The late great film critic Roger Ebert famously said, “The movies are like a machine that generates empathy.” No other film I’ve seen this year has evoked such empathetic feelings in me than Nomadland. I knew within the first ten minutes of watching Chloé Zhao’s followup to her fantastic feature, The Rider, that I would turn around and watch it all over again immediately.

Based on the 2017 non-fiction book by Jessica Bruder, the film follows Fern (Frances McDormand), a recently widowed woman in her sixties living in the economically depressed town of Empire, Nevada. At the outset, she puts most of her belongings in storage, loads up her small van with essentials and heads out on the open road to join the burgeoning itinerant, seasonal gig economy of recession-addled 2011. With thick skin yet a warm smile, Fern yearns to work hard. Although she needs help every now and then, she firmly pushes back on anyone who tries to sympathize with her. Hopping from jobs at an Amazon fulfillment center, a janitorial position in a camper park, to fry cooking fast food, Fern specifically calls herself houseless instead of homeless. She makes sure people know she has made a choice and will not play the victim.

We follow Fern for a little over a year, often in quick snippets of scenes, and often with very little dialogue. McDormand does a beautiful job of seamlessly blending in with a cast of non-professionals, most of whom play versions of themselves. In fact, she took an actual job at Amazon at one point. McDormand, who optioned Bruder’s novel and acted as one of the producers of the film, must have known that she’s one of the few truly authentic actors who could pull off this character. Stripped of vanity, ego, and pretense we see in so many stars, McDormand oozes no-nonsense directness in every frame. In the past, she has typically leaned into a tough-as-nails persona, yet here she may suffer no fools, but she also displays enormous compassion and kindness. Look at how she interacts with a young kid who bums a cigarette off of her and inspires her to recite her wedding speech. You feel how much she misses her husband yet know she can still find happiness somehow. It made me fall in love with McDormand in a whole new way, with this, for me, being her career best performance. The plaintive, gorgeous, piano-driven score by Ludovico Einaudi accompanies Fern every step of the way, bringing us closer and closer to the heart of this incredible person.
Like The Rider, Zhao employs a documentary style to her filmmaking, along with techniques reminiscent of Terrence Malick and Kelly Reichardt, yet her style feels warmer, almost to the edge of sentimental, without getting all gooey. From beginning to end, I simply felt Fern, naked, sometimes literally, raw, filled with haunted memories which shine through in her eyes. She’s part of a growing section of the population, most middle-aged and beyond, who “make it work”.
Fern stays for a while with a community of “nomads” led by Bob Wells, a real life YouTuber with a large following who provides endless tips on cheap ways to live out of your vehicle. Playing himself, Bob doesn’t pretend to have all the answers for Fern, but he gives her a sense of identity in her difficult journey. She also notably encounters two women who have a deep effect on her. One named Linda May gives her many tips on navigating jobs in this new world, while Swankie, played by Charlene Swankie, stops the movie cold for a mini-master class of a monologue about her ability to love life despite her many struggles. You won’t find a purer display of acting in which a person communicates their entire existence with such clarity and heart. It’s THE movie moment of 2020 and something I watched over and over. Fern gets a love interest in the form of Dave (David Strathairn), another actor who never seems to act, but just IS the characters he plays. Their storyline could have easily hijacked the narrative and planted it firmly in some too familiar tropes, but Zhao, who wrote, directed and edited this film, has the smarts to know exactly what she wants to convey, and hack moves don’t seem to exist in her vocabulary.
Zhao gets considerable assistance from her mainstay cinematographer, Joshua James Richards. Filled with both great beauty and impoverished realism, his images give the film a grand, epic scale while also feeling warmly intimate. The way he frames McDormand against landscapes or moves in on her face, tells the story better than paragraphs of dialogue ever could.

Nomadland feels like a movie of its time, with its depiction of tough Americans making do in an unstable world. It transcends this, however, by carving an unforgettable path for this average woman, unapologetically on her own, getting it done. In the past, a film of this ilk would have found a conventional path for someone like Fern. Carrots get dangled here and there, but Fern discovers, through all of her challenges, what glorious meaning one can derive from simply surviving. In doing so, she honors these unsung strugglers who represent the backbone of this country. Nomadland is a masterpiece.
By Glenn Gaylord, Senior Film Critic
Nomadland opens for a limited run December 4th – 11th in the Film at Lincoln Center Virtual Cinema, and will open wide on February 19th 2021. No streaming details have been announced as yet. Put this on your must-see list for what I predict will be the Best Picture Oscar Winner.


* Task statement *
When a line of the entries below contains "fringes", it counts once; state how many such lines there are and nothing else.
-------- Supplied entries --------
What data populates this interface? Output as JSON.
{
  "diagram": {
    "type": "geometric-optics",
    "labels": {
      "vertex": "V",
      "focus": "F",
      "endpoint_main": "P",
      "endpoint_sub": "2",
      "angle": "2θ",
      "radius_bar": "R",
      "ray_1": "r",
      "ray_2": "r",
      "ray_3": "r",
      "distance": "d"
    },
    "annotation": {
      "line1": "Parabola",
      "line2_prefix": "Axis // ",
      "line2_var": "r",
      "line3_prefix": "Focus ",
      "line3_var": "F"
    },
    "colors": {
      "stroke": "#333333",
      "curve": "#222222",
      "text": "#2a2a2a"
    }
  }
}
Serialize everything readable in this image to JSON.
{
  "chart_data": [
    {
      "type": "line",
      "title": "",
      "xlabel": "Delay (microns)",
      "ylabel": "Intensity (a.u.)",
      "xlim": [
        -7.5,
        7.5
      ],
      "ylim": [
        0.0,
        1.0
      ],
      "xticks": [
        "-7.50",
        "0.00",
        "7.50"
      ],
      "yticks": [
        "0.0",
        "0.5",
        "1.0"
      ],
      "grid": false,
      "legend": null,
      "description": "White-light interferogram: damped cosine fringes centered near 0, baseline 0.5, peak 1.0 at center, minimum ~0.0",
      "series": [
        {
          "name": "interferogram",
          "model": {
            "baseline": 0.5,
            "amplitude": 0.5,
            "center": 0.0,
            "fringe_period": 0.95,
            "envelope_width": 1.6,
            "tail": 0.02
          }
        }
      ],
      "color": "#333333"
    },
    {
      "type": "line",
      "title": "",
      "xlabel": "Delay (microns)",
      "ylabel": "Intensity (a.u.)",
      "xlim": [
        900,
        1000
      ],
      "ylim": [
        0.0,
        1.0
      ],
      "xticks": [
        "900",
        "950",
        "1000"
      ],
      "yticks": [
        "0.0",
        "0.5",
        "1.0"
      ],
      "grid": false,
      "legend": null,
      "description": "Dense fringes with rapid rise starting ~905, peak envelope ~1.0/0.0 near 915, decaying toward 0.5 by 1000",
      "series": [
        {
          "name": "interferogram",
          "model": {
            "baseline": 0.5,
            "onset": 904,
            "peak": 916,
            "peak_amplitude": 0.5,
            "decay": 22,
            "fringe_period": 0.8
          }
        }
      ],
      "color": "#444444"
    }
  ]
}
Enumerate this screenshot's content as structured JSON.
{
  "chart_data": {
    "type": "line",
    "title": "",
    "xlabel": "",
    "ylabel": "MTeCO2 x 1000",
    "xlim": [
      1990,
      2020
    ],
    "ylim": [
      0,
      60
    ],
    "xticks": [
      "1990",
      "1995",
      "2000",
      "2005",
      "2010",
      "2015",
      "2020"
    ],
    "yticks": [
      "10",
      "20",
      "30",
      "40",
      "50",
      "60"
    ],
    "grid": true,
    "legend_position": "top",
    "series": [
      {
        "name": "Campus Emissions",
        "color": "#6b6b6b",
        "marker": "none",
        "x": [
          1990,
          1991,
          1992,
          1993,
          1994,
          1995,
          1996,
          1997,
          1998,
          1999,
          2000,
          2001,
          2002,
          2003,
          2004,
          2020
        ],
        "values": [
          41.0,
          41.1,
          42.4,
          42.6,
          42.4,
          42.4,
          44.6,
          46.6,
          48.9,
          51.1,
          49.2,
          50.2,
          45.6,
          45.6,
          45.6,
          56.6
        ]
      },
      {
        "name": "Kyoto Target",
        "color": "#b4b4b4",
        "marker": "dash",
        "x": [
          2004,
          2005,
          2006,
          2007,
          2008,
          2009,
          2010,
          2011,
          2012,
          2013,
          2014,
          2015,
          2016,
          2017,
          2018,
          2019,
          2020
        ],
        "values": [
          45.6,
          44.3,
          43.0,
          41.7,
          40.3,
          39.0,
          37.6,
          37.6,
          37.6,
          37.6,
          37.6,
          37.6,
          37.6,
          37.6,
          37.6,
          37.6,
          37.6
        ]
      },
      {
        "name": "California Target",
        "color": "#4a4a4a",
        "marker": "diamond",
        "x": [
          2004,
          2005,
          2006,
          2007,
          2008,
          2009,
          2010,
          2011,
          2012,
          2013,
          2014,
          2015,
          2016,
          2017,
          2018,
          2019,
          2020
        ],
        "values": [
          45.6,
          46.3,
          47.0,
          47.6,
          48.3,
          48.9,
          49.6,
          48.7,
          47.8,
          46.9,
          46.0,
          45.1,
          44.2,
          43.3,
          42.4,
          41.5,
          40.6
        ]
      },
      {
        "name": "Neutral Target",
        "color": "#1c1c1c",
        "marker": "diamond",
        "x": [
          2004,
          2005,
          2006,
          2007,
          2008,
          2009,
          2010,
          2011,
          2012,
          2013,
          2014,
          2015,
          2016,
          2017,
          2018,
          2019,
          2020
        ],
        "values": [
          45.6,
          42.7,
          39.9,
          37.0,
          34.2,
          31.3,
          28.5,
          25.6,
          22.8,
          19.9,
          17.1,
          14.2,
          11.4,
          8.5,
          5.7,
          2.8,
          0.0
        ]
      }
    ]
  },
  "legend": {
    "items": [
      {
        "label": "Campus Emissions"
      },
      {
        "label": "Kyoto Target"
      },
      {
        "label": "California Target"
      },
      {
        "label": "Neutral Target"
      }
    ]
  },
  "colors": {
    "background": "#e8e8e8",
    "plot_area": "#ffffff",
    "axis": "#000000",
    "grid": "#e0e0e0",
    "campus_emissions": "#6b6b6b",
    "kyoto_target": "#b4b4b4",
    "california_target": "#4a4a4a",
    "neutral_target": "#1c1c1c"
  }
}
--------
* Completed task *
2